Rudolfo was wearing his nylon anorak, the hood pulled up and cinched tightly under his chin. He also had on large wraparound sunglasses that effectively hid half his face. And he assumed his hunch, the stooped posture that obscured his lovely physique. So he was very surprised to hear, as he hobbled toward the George Theater, a voice calling, “Oh! Hi, Rudolfo!”

He spun around and saw a man beside him, also headed for the George. He gazed upon the man with utter bafflement.

“Sam Rochester,” the stranger explained. “The Amazing Romo. I work the Byzantine.”

“Ja,”
said Rudolfo, picking through the man’s words with some distaste.

“Come to see Preston’s new show, huh?”

“Preston is very good friend of mine,” Rudolfo announced grandly. This was the tack he had decided to take if cornered by bloodthirsty journalists—that he, Jurgen and Preston were good friends, that the transference of Miranda was more along the lines of a trade or a loan than a heartless defection.

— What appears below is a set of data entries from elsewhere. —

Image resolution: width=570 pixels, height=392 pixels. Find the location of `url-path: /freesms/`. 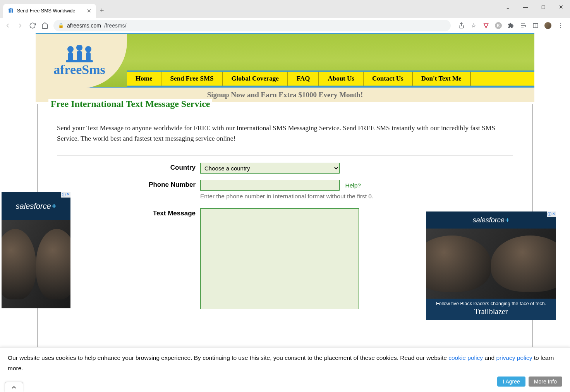

url-path: /freesms/ is located at coordinates (115, 26).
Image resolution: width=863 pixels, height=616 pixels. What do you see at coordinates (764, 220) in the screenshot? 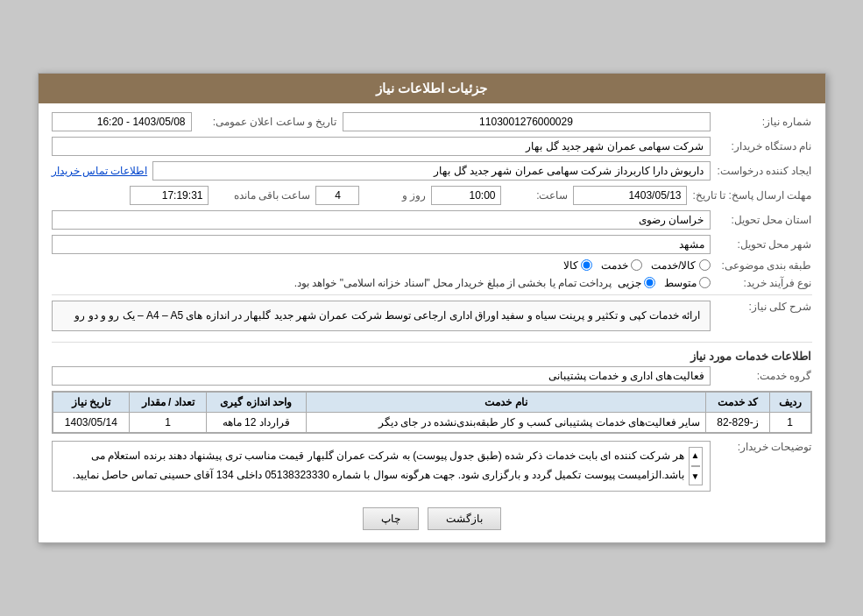
I see `province-label: استان محل تحویل:` at bounding box center [764, 220].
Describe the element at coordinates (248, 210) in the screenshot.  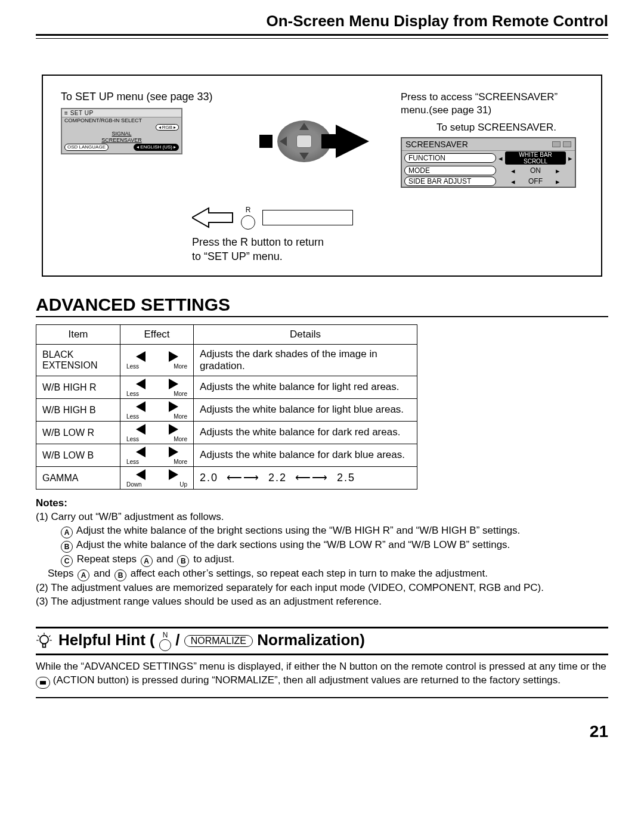
I see `r-letter: R` at that location.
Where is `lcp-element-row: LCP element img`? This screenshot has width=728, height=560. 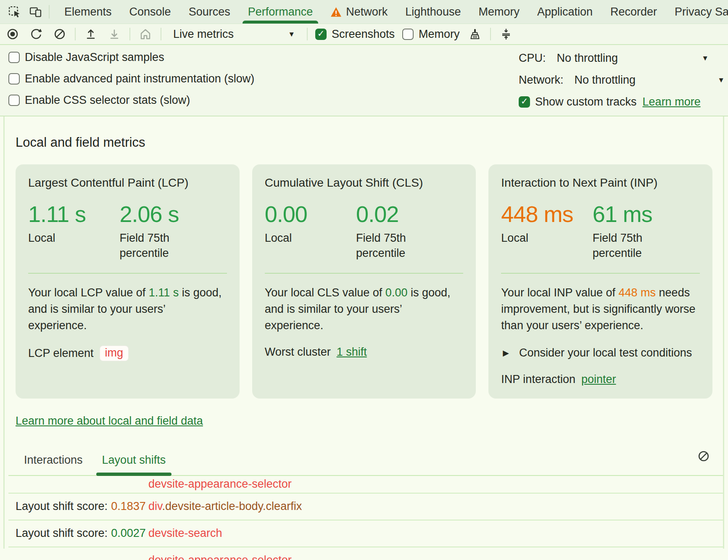 lcp-element-row: LCP element img is located at coordinates (128, 353).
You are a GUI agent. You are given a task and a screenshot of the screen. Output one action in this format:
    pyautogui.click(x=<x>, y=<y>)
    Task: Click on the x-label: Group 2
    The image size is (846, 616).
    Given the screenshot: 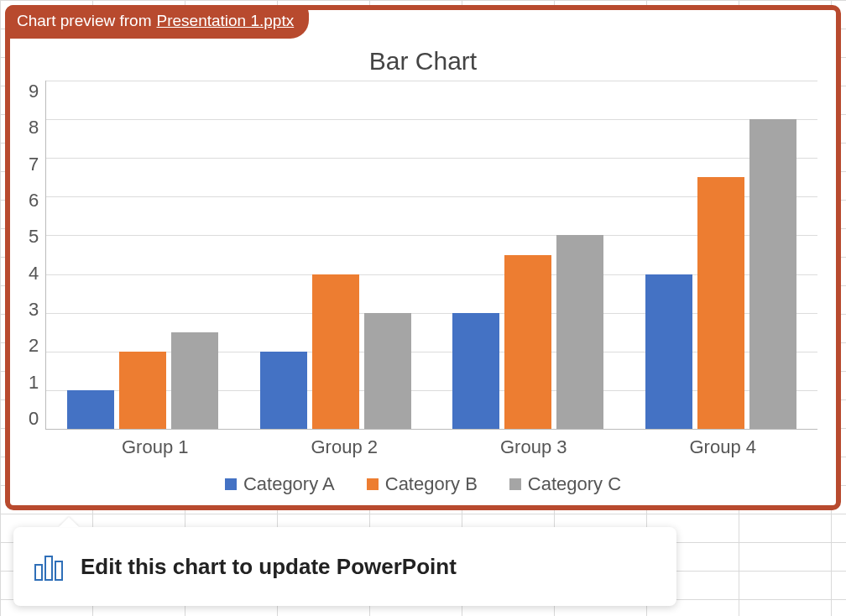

“He’s a great guy, isn’t he?” said this Sam Rochester, this Amazing Romo of whom, of course, Rudolfo had never heard.

“He is,” repeated Rudolfo, “good friend.”

Suddenly it was his turn to purchase a ticket. Behind the glass sat a woman with huge hair and enormous glasses that rose and cut into the air like wings. She did not possess a nose, but rather a beak, and her mouth, crudely outlined in thick black lipstick, moved constantly, as if waiting for worms to be dropped inside. “How many?” she screamed at Rudolfo.

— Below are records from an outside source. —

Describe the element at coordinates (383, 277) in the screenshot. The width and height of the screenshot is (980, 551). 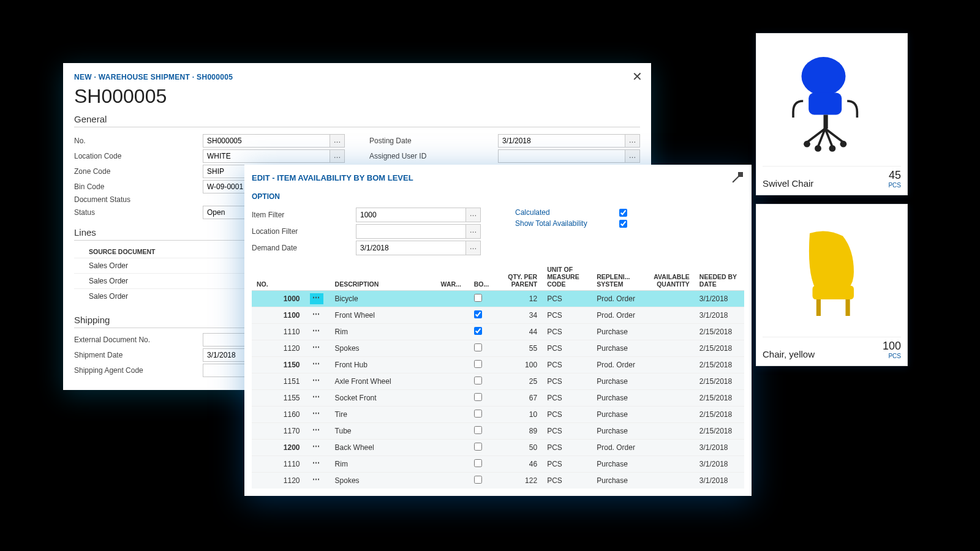
I see `col-desc: DESCRIPTION` at that location.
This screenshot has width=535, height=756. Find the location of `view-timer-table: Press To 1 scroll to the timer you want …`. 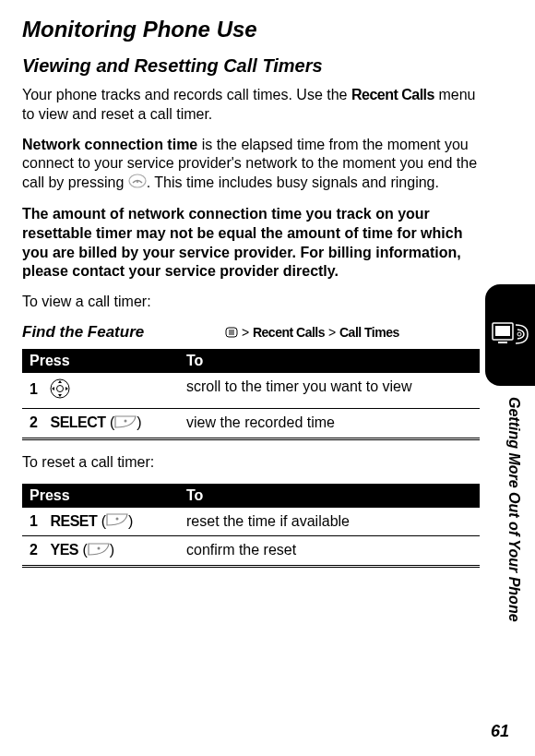

view-timer-table: Press To 1 scroll to the timer you want … is located at coordinates (251, 395).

Rudolfo thought about that for a moment, certainly not a long moment, but long enough for the woman to raise her voice until it rattled the glass booth. “How
many?

“One!” shouted Rudolfo.

“Fifteen smackeroos,” said the woman. Rudolfo began to dig around in his little waist-purse, silently praying that this odd phrase
had something to do with money. He fished out a hundred-dollar bill and, not noticing the mouse hole through which business was customarily conducted, reached up and tossed the bill over top of the glass. It floated down like a leaf and settled on Mrs. Antoinette Kingsley’s head. Rudolfo didn’t wait for change.

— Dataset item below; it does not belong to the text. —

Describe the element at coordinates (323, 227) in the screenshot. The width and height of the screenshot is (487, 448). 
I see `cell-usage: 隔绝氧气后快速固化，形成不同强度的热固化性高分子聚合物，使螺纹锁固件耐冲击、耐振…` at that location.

He clung to the shadowed wall at the back, not even claiming one of the old, worn, velveteen seats, but people continued to spot and recognize him. What was infuriating was that there was no excitement attached to the recognition; his presence sent no bristling ripples throughout the dusty room. Instead he got a lot of nods and mumbled pleasantries: “Hey, Rudolfo, how’s it going?” “
Ciao
, Rudolfo.” Who were these people who knew who he was but didn’t fully comprehend
who he was?

Miranda walked onto the stage, dressed in a man’s tuxedo jacket. Underneath, she wore a t-shirt heralding the Swift Current Broncos, faded blue jeans and cowboy boots. So piebald, faded and time-chewed were the boots that Rudolfo guessed that she’d pulled them from the feet of a dying cowboy. There was applause, enthusiastic even; Rudolfo began to suspect that strange things were going on, when Miranda could get applause without showing her breasts or perfect buttocks. He even spanked his own hands together listlessly.

Miranda raised a hand (the applause died away quickly, obediently) and snapped her fingers. A deck of blue-backed Bees appeared there. She fanned these, imperceptibly coaxing the cards into a perfect half-circle. She then tossed them into the air, where they hovered momentarily, and during that moment a fat hand appeared from nowhere, swiped the air greedily and grabbed one of the cards. The remainder of the deck fluttered to the ground. Then Preston stepped out of the shadows and approached the apron of the stage. “Hey, buddy,” he said, stabbing his finger at a young man. “Name a card.”

“Um …” said this fellow, “the seven of hearts.”

Preston snapped the card out from where it sat upon his palm. It was the seven of hearts.